* [TASK PROMPT] An identical copy of the data below is needed.
Segment Open
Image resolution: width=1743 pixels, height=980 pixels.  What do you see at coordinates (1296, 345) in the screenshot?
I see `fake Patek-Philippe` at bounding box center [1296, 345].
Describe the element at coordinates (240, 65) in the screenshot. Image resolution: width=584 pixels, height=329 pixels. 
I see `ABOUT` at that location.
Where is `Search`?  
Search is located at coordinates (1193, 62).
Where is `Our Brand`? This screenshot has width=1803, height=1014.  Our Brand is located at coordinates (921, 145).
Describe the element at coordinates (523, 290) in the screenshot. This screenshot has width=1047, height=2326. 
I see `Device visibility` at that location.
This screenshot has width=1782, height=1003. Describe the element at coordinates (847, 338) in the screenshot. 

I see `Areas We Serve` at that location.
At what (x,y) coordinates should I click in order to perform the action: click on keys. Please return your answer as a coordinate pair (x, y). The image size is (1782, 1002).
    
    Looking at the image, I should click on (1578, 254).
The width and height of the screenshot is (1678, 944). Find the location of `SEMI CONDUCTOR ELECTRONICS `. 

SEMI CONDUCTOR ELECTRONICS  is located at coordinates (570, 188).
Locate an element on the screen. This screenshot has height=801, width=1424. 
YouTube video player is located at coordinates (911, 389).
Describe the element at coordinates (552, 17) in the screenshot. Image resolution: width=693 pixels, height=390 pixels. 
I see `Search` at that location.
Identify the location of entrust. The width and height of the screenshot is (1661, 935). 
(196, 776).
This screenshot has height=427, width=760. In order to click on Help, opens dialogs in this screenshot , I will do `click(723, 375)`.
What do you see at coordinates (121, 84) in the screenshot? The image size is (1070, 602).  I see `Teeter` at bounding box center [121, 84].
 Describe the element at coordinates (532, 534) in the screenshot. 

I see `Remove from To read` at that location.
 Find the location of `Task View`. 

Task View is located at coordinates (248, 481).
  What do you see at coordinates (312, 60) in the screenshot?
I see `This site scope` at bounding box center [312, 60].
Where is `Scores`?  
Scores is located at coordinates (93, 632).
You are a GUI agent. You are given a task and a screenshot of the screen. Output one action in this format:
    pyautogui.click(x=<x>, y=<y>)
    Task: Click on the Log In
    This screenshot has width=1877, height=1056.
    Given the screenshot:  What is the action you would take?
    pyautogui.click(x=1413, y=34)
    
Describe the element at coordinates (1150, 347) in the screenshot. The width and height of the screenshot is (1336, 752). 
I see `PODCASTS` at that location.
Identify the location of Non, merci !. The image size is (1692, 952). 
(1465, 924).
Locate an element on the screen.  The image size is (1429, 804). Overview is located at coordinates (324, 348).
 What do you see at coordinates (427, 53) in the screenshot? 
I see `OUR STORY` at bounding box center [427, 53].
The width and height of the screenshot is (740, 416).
Segment Closed
* [YOUR RESPONSE]
Image resolution: width=1743 pixels, height=980 pixels.  What do you see at coordinates (1296, 345) in the screenshot?
I see `fake Patek-Philippe` at bounding box center [1296, 345].
Describe the element at coordinates (240, 65) in the screenshot. Image resolution: width=584 pixels, height=329 pixels. 
I see `ABOUT` at that location.
Where is `Search`?  
Search is located at coordinates (1193, 62).
Where is `Our Brand`? This screenshot has width=1803, height=1014.  Our Brand is located at coordinates (921, 145).
Describe the element at coordinates (523, 290) in the screenshot. This screenshot has width=1047, height=2326. 
I see `Device visibility` at that location.
This screenshot has width=1782, height=1003. Describe the element at coordinates (847, 338) in the screenshot. 

I see `Areas We Serve` at that location.
At what (x,y) coordinates should I click in order to perform the action: click on keys. Please return your answer as a coordinate pair (x, y). The image size is (1782, 1002).
    
    Looking at the image, I should click on (1578, 254).
The width and height of the screenshot is (1678, 944). Find the location of `SEMI CONDUCTOR ELECTRONICS `. 

SEMI CONDUCTOR ELECTRONICS  is located at coordinates (570, 188).
Locate an element on the screen. This screenshot has height=801, width=1424. 
YouTube video player is located at coordinates (911, 389).
Describe the element at coordinates (552, 17) in the screenshot. Image resolution: width=693 pixels, height=390 pixels. 
I see `Search` at that location.
Identify the location of entrust. The width and height of the screenshot is (1661, 935). 
(196, 776).
This screenshot has height=427, width=760. In order to click on Help, opens dialogs in this screenshot , I will do `click(723, 375)`.
What do you see at coordinates (121, 84) in the screenshot? The image size is (1070, 602).  I see `Teeter` at bounding box center [121, 84].
 Describe the element at coordinates (532, 534) in the screenshot. 

I see `Remove from To read` at that location.
 Find the location of `Task View`. 

Task View is located at coordinates (248, 481).
  What do you see at coordinates (312, 60) in the screenshot?
I see `This site scope` at bounding box center [312, 60].
Where is `Scores`?  
Scores is located at coordinates (93, 632).
You are a GUI agent. You are given a task and a screenshot of the screen. Output one action in this format:
    pyautogui.click(x=<x>, y=<y>)
    Task: Click on the Log In
    This screenshot has width=1877, height=1056.
    Given the screenshot:  What is the action you would take?
    pyautogui.click(x=1413, y=34)
    
Describe the element at coordinates (1150, 347) in the screenshot. The width and height of the screenshot is (1336, 752). 
I see `PODCASTS` at that location.
Identify the location of Non, merci !. The image size is (1692, 952). 
(1465, 924).
Locate an element on the screen.  The image size is (1429, 804). Overview is located at coordinates (324, 348).
 What do you see at coordinates (427, 53) in the screenshot? 
I see `OUR STORY` at bounding box center [427, 53].
The width and height of the screenshot is (740, 416).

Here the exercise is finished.